### EXERCISE
In your reply, restate all of the records below word for word.

### AVAILABLE DATA
____________

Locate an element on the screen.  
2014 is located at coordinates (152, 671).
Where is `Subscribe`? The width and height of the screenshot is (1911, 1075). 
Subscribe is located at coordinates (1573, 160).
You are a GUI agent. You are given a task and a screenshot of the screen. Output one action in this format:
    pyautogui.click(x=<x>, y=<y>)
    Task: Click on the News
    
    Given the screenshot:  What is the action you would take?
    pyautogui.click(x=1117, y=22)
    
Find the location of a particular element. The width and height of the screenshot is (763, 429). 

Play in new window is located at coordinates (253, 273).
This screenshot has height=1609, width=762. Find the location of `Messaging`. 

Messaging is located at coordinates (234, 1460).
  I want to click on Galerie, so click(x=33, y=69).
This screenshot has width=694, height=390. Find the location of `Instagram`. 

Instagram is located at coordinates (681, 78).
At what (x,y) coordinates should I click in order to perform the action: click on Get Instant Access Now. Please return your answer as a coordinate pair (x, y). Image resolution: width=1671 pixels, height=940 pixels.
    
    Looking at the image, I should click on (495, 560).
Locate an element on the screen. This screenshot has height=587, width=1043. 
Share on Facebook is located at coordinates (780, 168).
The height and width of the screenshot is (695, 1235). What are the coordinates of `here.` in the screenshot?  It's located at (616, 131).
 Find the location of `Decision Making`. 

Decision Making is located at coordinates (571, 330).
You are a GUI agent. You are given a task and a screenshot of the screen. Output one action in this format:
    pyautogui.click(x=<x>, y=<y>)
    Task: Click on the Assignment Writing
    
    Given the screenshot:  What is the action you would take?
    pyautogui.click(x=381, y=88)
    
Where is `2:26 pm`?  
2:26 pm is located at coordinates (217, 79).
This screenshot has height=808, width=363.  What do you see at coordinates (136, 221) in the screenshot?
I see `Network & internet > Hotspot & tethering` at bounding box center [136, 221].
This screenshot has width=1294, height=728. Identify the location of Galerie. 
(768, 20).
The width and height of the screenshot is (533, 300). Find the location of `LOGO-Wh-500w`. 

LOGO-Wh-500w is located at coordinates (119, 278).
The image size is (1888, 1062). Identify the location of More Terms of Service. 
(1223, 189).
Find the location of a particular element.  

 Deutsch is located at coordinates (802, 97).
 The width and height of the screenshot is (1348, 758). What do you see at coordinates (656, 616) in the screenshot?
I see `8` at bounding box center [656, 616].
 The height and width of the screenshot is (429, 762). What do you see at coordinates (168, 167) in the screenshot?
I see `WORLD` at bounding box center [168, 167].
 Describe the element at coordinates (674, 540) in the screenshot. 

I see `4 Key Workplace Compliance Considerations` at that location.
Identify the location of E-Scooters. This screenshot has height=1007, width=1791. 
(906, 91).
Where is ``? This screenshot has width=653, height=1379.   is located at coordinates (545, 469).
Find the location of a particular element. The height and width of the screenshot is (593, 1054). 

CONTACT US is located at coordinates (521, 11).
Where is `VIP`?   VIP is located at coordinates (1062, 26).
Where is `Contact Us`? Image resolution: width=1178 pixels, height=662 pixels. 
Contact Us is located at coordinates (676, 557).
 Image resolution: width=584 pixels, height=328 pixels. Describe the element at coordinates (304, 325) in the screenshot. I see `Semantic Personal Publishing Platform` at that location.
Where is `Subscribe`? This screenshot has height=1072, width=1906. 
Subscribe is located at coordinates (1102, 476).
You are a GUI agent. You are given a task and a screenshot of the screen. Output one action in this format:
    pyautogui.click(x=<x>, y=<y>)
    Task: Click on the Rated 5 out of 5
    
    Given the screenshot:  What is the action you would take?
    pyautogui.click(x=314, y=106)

____________

### OUTPUT FOR THIS EXERCISE
Locate an element on the screen.  
2014 is located at coordinates (152, 671).
Where is `Subscribe`? The width and height of the screenshot is (1911, 1075). 
Subscribe is located at coordinates (1573, 160).
You are a GUI agent. You are given a task and a screenshot of the screen. Output one action in this format:
    pyautogui.click(x=<x>, y=<y>)
    Task: Click on the News
    
    Given the screenshot:  What is the action you would take?
    pyautogui.click(x=1117, y=22)
    
Find the location of a particular element. The width and height of the screenshot is (763, 429). 

Play in new window is located at coordinates (253, 273).
This screenshot has height=1609, width=762. Find the location of `Messaging`. 

Messaging is located at coordinates (234, 1460).
  I want to click on Galerie, so click(x=33, y=69).
This screenshot has width=694, height=390. Find the location of `Instagram`. 

Instagram is located at coordinates (681, 78).
At what (x,y) coordinates should I click in order to perform the action: click on Get Instant Access Now. Please return your answer as a coordinate pair (x, y). Image resolution: width=1671 pixels, height=940 pixels.
    
    Looking at the image, I should click on (495, 560).
Locate an element on the screen. This screenshot has height=587, width=1043. 
Share on Facebook is located at coordinates (780, 168).
The height and width of the screenshot is (695, 1235). What are the coordinates of `here.` in the screenshot?  It's located at (616, 131).
 Find the location of `Decision Making`. 

Decision Making is located at coordinates (571, 330).
You are a GUI agent. You are given a task and a screenshot of the screen. Output one action in this format:
    pyautogui.click(x=<x>, y=<y>)
    Task: Click on the Assignment Writing
    
    Given the screenshot:  What is the action you would take?
    pyautogui.click(x=381, y=88)
    
Where is `2:26 pm`?  
2:26 pm is located at coordinates (217, 79).
This screenshot has height=808, width=363.  What do you see at coordinates (136, 221) in the screenshot?
I see `Network & internet > Hotspot & tethering` at bounding box center [136, 221].
This screenshot has width=1294, height=728. Identify the location of Galerie. 
(768, 20).
The width and height of the screenshot is (533, 300). Find the location of `LOGO-Wh-500w`. 

LOGO-Wh-500w is located at coordinates (119, 278).
The image size is (1888, 1062). Identify the location of More Terms of Service. 
(1223, 189).
Find the location of a particular element.  

 Deutsch is located at coordinates (802, 97).
 The width and height of the screenshot is (1348, 758). What do you see at coordinates (656, 616) in the screenshot?
I see `8` at bounding box center [656, 616].
 The height and width of the screenshot is (429, 762). What do you see at coordinates (168, 167) in the screenshot?
I see `WORLD` at bounding box center [168, 167].
 Describe the element at coordinates (674, 540) in the screenshot. 

I see `4 Key Workplace Compliance Considerations` at that location.
Identify the location of E-Scooters. This screenshot has height=1007, width=1791. 
(906, 91).
Where is ``? This screenshot has width=653, height=1379.   is located at coordinates (545, 469).
Find the location of a particular element. The height and width of the screenshot is (593, 1054). 

CONTACT US is located at coordinates (521, 11).
Where is `VIP`?   VIP is located at coordinates (1062, 26).
Where is `Contact Us`? Image resolution: width=1178 pixels, height=662 pixels. 
Contact Us is located at coordinates (676, 557).
 Image resolution: width=584 pixels, height=328 pixels. Describe the element at coordinates (304, 325) in the screenshot. I see `Semantic Personal Publishing Platform` at that location.
Where is `Subscribe`? This screenshot has height=1072, width=1906. 
Subscribe is located at coordinates (1102, 476).
You are a GUI agent. You are given a task and a screenshot of the screen. Output one action in this format:
    pyautogui.click(x=<x>, y=<y>)
    Task: Click on the Rated 5 out of 5
    
    Given the screenshot:  What is the action you would take?
    pyautogui.click(x=314, y=106)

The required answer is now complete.